Watch out: The leader of the House Transportation and Infrastructure Committee is making a push for an infrastructure spending spree, even though the current federal transportation funding law doesn't expire for several years. Advocates will have to guard against a new road-building binge.
2:30 PM PST on February 10, 2017
It’s Not Just Trump: House GOP Members Ramp Up Road-Building Campaign
Bill Shuster, head of the House Transportation and Infrastructure Committee. Photo: House T&I Committee

Taking a cue from Donald Trump, the leader of the House Transportation and Infrastructure Committee is making a push for an infrastructure spending spree, even though the current federal transportation funding law doesn’t expire for several years.

Last week committee chair Bill Shuster, a Pennsylvania Republican, kicked off a campaign called “Building a 21st Century Infrastructure” with a hearing featuring testimony from freight shippers, carmakers, equipment manufacturers, and other interests that reap rewards from more road spending.

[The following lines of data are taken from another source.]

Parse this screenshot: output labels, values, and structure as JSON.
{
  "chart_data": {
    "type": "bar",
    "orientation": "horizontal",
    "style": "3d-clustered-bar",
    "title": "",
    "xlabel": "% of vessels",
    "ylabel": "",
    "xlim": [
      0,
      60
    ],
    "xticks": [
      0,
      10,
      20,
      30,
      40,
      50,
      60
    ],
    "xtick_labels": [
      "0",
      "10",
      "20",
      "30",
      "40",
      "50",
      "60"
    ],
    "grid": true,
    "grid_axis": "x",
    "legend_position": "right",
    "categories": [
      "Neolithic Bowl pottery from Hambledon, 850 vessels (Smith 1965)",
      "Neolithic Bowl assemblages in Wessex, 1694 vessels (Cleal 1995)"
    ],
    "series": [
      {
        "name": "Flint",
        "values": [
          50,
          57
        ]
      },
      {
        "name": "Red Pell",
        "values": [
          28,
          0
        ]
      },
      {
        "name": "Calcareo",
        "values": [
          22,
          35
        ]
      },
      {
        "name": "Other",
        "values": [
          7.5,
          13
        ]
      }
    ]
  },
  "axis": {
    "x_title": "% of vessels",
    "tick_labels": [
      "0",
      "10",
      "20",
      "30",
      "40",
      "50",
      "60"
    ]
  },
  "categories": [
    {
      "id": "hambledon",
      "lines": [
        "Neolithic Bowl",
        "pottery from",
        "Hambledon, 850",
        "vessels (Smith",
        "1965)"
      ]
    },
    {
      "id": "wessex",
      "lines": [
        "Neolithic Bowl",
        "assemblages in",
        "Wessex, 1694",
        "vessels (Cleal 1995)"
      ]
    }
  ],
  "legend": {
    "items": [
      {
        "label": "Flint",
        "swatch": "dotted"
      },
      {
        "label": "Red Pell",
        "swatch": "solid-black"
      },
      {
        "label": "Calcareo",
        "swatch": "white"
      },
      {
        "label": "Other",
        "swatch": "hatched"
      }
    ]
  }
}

The campaign is still in the hype phase. We know that the highway building industry is excited, but no specific policy proposal has been announced. So far what Shuster’s committee has released is a list of vague “principles”:

  • Make smart investments, consistent with the fundamental federal role, to ensure a modern, efficient U.S. transportation infrastructure.
  • Leverage resources from all levels of government and the private sector.
  • Recognize, promote, and develop integrated transportation systems.
  • Empower state and local governments.
  • Encourage technological solutions and promote innovation.
  • Reduce regulatory burdens on U.S. businesses.
  • Streamline and cut federal government red tape to expedite transportation projects.

These principles are laced with code phrases. In conservative orthodoxy, for instance, “the fundamental federal role” does not include spending on transit. Meanwhile, “empowering state and local governments” implies weakening federal oversight of highway-centric state DOTs — which could erode progress U.S. DOT made during the Obama administration.

The document does contain one explicit reference to “inadequate” “public transit and rail transportation,” but otherwise the language is standard boilerplate that refers to accelerated highway construction. With Senate Democrats talking about making common cause with the White House on infrastructure spending, advocates will have to guard against a new road-building binge.

More recommended reading today: Urban Milwaukee teases out trends in rural economies that might have helped elect Trump in Wisconsin. And the Political Environment reports that Wisconsin Governor Scott Walker, facing fiscal pressures, has scaled back an unpopular highway widening in Milwaukee.

Photo of Angie Schmitt
Angie is a Cleveland-based writer with a background in planning and newspaper reporting. She has been writing about cities for Streetsblog for six years.